Montana Freemen - Aftermath

Aftermath

Statutes were subsequently changed in Montana, and eventually elsewhere, to require that any notices of liens filed had to have a current corporate county judge or clerk signature to be held valid as "commercial paper" which can be sold or traded.

LeRoy Schweitzer was convicted of conspiracy, bank fraud, mail fraud, wire fraud, false claims to the IRS, interstate transportation of stolen property, threats against public officials, armed robbery of a television news crew, and firearms violations. He received a 22 year sentence for 25 convictions in a South Carolina federal prison, but was moved to the Administrative Maximum (ADX) facility at the Florence Federal Correctional Complex at Florence, Colorado, in 2006 after Ervin Elbert Hurlbert and Donald Little, who identified themselves as "Montana Marshals", attempted to free Schweitzer from the prison. He died in the ADX on September 20, 2011.

Members have contended in various shortwave and talk radio interviews that several of the liens were sold into the offshore banking market. Some members and members of their families have claimed that the US Government's tactics were used to coerce Schweitzer and others to release the liens on public officials.

Scott Roeder, convicted on January 22, 2010, for the murder of Dr. George Tiller, was reportedly involved with the Freemen.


PROBLEM TO SOLVE
Output the records that follow, with every character intact.

Dataset excerpts:
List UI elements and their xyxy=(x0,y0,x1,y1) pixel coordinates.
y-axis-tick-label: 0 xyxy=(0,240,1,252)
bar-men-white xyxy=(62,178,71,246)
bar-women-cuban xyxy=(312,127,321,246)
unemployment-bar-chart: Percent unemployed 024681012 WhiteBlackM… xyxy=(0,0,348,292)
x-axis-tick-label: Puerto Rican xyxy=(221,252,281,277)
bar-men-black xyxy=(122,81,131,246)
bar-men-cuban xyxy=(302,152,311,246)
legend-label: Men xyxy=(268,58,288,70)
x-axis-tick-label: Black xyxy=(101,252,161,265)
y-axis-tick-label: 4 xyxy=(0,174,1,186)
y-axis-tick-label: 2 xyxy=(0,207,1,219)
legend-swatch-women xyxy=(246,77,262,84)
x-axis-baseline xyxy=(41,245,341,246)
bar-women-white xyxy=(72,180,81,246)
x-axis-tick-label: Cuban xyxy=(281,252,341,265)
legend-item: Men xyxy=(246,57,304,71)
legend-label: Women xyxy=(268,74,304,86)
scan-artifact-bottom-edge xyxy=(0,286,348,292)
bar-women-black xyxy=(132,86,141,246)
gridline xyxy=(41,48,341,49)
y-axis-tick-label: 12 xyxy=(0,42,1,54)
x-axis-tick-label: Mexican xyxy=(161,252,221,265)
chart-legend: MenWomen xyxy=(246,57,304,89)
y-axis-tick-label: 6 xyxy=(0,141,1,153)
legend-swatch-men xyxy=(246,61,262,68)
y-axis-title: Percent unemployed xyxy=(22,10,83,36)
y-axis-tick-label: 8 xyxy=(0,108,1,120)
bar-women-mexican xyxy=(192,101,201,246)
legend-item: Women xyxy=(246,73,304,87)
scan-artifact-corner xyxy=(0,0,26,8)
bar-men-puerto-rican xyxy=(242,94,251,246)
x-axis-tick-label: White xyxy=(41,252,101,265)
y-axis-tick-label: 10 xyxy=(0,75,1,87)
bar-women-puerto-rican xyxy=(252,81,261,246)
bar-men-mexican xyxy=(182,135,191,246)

ANSWER SPACE
List UI elements and their xyxy=(x0,y0,x1,y1) pixel coordinates.
y-axis-tick-label: 0 xyxy=(0,240,1,252)
bar-men-white xyxy=(62,178,71,246)
bar-women-cuban xyxy=(312,127,321,246)
unemployment-bar-chart: Percent unemployed 024681012 WhiteBlackM… xyxy=(0,0,348,292)
x-axis-tick-label: Puerto Rican xyxy=(221,252,281,277)
bar-men-black xyxy=(122,81,131,246)
bar-men-cuban xyxy=(302,152,311,246)
legend-label: Men xyxy=(268,58,288,70)
x-axis-tick-label: Black xyxy=(101,252,161,265)
y-axis-tick-label: 4 xyxy=(0,174,1,186)
y-axis-tick-label: 2 xyxy=(0,207,1,219)
legend-swatch-women xyxy=(246,77,262,84)
x-axis-baseline xyxy=(41,245,341,246)
bar-women-white xyxy=(72,180,81,246)
x-axis-tick-label: Cuban xyxy=(281,252,341,265)
legend-item: Men xyxy=(246,57,304,71)
legend-label: Women xyxy=(268,74,304,86)
scan-artifact-bottom-edge xyxy=(0,286,348,292)
bar-women-black xyxy=(132,86,141,246)
gridline xyxy=(41,48,341,49)
y-axis-tick-label: 12 xyxy=(0,42,1,54)
x-axis-tick-label: Mexican xyxy=(161,252,221,265)
chart-legend: MenWomen xyxy=(246,57,304,89)
y-axis-tick-label: 6 xyxy=(0,141,1,153)
legend-swatch-men xyxy=(246,61,262,68)
y-axis-title: Percent unemployed xyxy=(22,10,83,36)
y-axis-tick-label: 8 xyxy=(0,108,1,120)
bar-women-mexican xyxy=(192,101,201,246)
legend-item: Women xyxy=(246,73,304,87)
scan-artifact-corner xyxy=(0,0,26,8)
bar-men-puerto-rican xyxy=(242,94,251,246)
x-axis-tick-label: White xyxy=(41,252,101,265)
y-axis-tick-label: 10 xyxy=(0,75,1,87)
bar-women-puerto-rican xyxy=(252,81,261,246)
bar-men-mexican xyxy=(182,135,191,246)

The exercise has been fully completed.